What has been described as a worldwide “pandemic” of obesity is often accompanied by a buildup of fatty tissue in the liver that can lead to liver failure and cancer, and which contributes to cardiovascular and kidney disease.
Currently, methods to detect early, obesity-related accumulation of fat in the liver other than a liver biopsy — the surgical removal of liver tissue for microscopic examination — are limited. But there is hope.
An international research team led by Vanderbilt University Medical Center, the Translational Genomics Research Institute (TGen) in Phoenix, Massachusetts General Hospital, and the University of Edinburgh has identified a “proteomic signature” of circulating proteins in the blood that reflect the progression of metabolic-associated steatotic (fatty) liver disease, or MASLD.
Their findings, reported Dec. 17 in the journal Cell Reports Medicine, open the door to the first noninvasive “liquid biopsy” of the liver, which, in turn, could lead to the discovery of diagnostic biomarkers and to new ways to stop and reverse MASLD before it causes irreversible damage.
“By looking at blood-based markers, we can detect changes that reflect the liver’s condition, potentially reducing the need for biopsies,” said the paper’s corresponding author, Ravi Shah, MD, professor of Medicine and director of Clinical and Translational Research in the Division of Cardiovascular Medicine at VUMC.
“This approach may open up new possibilities for screening for and tracking metabolic liver disease, particularly in large populations where invasive biopsies are clinically risky,” said Shah, who holds the Gottlieb C. Friesinger II Chair in Cardiovascular Medicine.
The study applied a translational approach, including multimodal imaging and broad proteomic profiling, to identify proteins largely encoded by genes in the liver that are expressed differentially during progressive stages of fat accumulation (steatosis).
“Our team used single-cell and spatial transcriptomics approaches to localize the steatosis-associated genes within primary liver tissue and examine how they differ between healthy and steatotic livers,” said Nicholas Banovich, PhD, director of TGen’s Bioinnovation and Genome Sciences Division, and with Shah, one of the paper’s four senior authors.
The researchers correlated proteomic data (levels of circulating proteins previously implicated in the development of MASLD) with noninvasive imaging studies to determine the extent of fat accumulation in three research cohorts totaling about 5,000 individuals.
They mapped the expression of implicated proteins across the liver at different stages of disease, then tested the accuracy of the resulting “proteomic signature” against the clinical outcomes of more than 26,000 individuals whose biological samples are stored in the UK Biobank
To validate the specificity of the biomarkers they had discovered, they created a “liver-on-a-chip” model and measured changes in gene expression in laboratory-grown liver cells following exposure to fatty acids.
“By contextualizing these changes, we are able to shift from predictors of disease to potential mechanisms,” said TGen’s Niran Hadad, PhD, a co-first author on the study. TGen is an affiliate of City of Hope, based in Duarte, California.
In addition to Hadad, the paper’s first authors were Andrew Perry, MD, Eric Farber-Eger and Rashedeh Roshani (VUMC/Vanderbilt University School of Medicine), Emeli Chatterjee, PhD (National Institute on Aging), and Maria Jimenez-Ramos (Harvard Medical School/Beth Israel Deaconess Medical Center).
The other senior authors were Jonathan Fallowfield, PhD, of the University of Edinburgh Institute for Regeneration and Repair, and Saumya Das, MD, PhD, of the MGH Cardiovascular Research Center.
Other VUMC co-authors were Lindsey Stolze, PhD, Michael Betti, Shilin Zhao, PhD, Shi Huang, PhD, Kaushik Amancherla, MD, Samuel Bailin, MD, MSCI, Curtis Gabriel, MD, PhD, John Koethe, MD, MSCI, Jeffrey Carr, MD, MSc, Nataraja Sarma Vaitinadin, MBBS, PhD, MPH, Jane Freedman, MD, Kahraman Tanriverdi, PhD, Jennifer Below, PhD, Quinn Wells, MD, PharmD, MSCI, and Eric Gamazon, PhD, MS.
The research was supported in part by National Institutes of Health grants R01HL122477, R35HL150807, UH3TR002878 and UL1TR000371, and by Innovate UK and the Medical Research Council Precision Medicine Doctoral Training Program.
TGen and VUMC researchers previously have collaborated to determine the genetic basis for pulmonary fibrosis, an incurable respiratory disorder characterized by scarring and loss of functional lung tissue. Shah and colleagues have used proteomic profiling to predict cardiovascular fitness.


How to complete this task: Which lines come from the start of the listing through the line holding "Image is 868x428 pixels."? Restate exactly those, both included, minus the pictures.
+ + + + + + +
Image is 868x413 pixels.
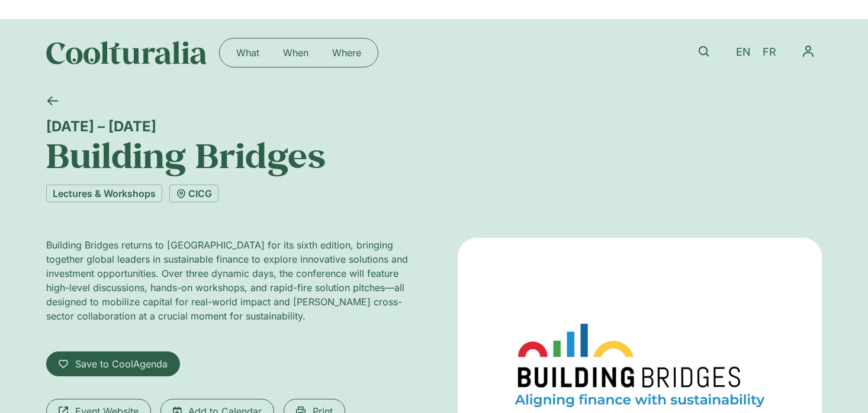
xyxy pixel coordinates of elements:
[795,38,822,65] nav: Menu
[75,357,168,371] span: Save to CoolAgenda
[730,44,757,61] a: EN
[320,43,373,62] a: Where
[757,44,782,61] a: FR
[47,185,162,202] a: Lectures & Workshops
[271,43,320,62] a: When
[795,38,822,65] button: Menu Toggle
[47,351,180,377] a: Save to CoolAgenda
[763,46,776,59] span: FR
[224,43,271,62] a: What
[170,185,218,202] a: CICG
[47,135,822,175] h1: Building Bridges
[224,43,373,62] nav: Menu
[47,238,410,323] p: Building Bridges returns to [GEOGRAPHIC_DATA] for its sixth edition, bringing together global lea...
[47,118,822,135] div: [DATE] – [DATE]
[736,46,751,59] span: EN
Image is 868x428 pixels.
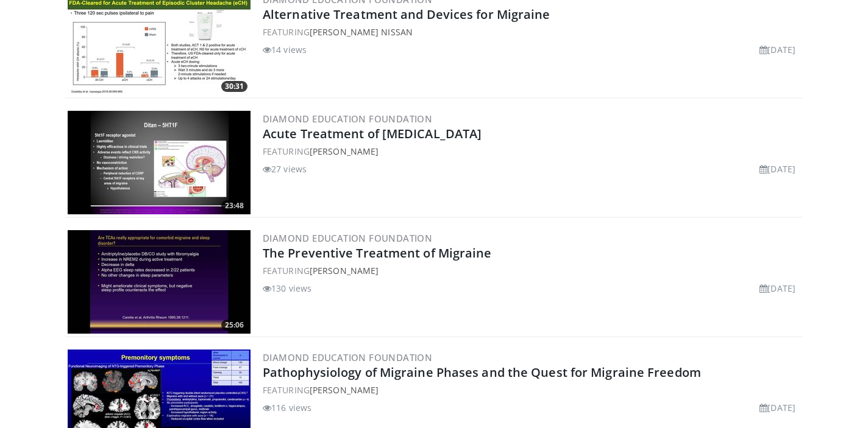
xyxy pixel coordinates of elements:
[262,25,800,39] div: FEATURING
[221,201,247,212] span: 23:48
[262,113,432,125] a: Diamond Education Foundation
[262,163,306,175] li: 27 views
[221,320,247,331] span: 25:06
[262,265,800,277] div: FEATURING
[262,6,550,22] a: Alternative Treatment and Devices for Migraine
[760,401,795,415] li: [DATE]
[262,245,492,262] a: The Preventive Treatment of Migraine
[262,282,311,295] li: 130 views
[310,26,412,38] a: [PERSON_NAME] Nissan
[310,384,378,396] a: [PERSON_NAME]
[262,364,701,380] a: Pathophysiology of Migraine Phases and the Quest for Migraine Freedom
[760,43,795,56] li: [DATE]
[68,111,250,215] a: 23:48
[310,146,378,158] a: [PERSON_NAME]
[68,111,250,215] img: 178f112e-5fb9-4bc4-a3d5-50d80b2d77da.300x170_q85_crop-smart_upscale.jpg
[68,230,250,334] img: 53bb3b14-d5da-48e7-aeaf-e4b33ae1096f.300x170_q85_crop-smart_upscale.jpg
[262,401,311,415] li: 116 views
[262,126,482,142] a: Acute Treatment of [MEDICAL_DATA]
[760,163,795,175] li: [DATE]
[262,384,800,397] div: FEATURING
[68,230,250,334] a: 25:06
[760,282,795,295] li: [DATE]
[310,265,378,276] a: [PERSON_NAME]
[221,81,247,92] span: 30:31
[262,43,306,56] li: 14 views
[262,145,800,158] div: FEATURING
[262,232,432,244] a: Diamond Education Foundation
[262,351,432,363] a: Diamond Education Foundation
+ + + + + + +
Solved exercise:
Image is 868x413 pixels.
xyxy pixel coordinates of elements:
[795,38,822,65] nav: Menu
[75,357,168,371] span: Save to CoolAgenda
[730,44,757,61] a: EN
[320,43,373,62] a: Where
[757,44,782,61] a: FR
[47,185,162,202] a: Lectures & Workshops
[271,43,320,62] a: When
[795,38,822,65] button: Menu Toggle
[47,351,180,377] a: Save to CoolAgenda
[763,46,776,59] span: FR
[224,43,271,62] a: What
[170,185,218,202] a: CICG
[47,135,822,175] h1: Building Bridges
[224,43,373,62] nav: Menu
[47,238,410,323] p: Building Bridges returns to [GEOGRAPHIC_DATA] for its sixth edition, bringing together global lea...
[47,118,822,135] div: [DATE] – [DATE]
[736,46,751,59] span: EN
Image is 868x428 pixels.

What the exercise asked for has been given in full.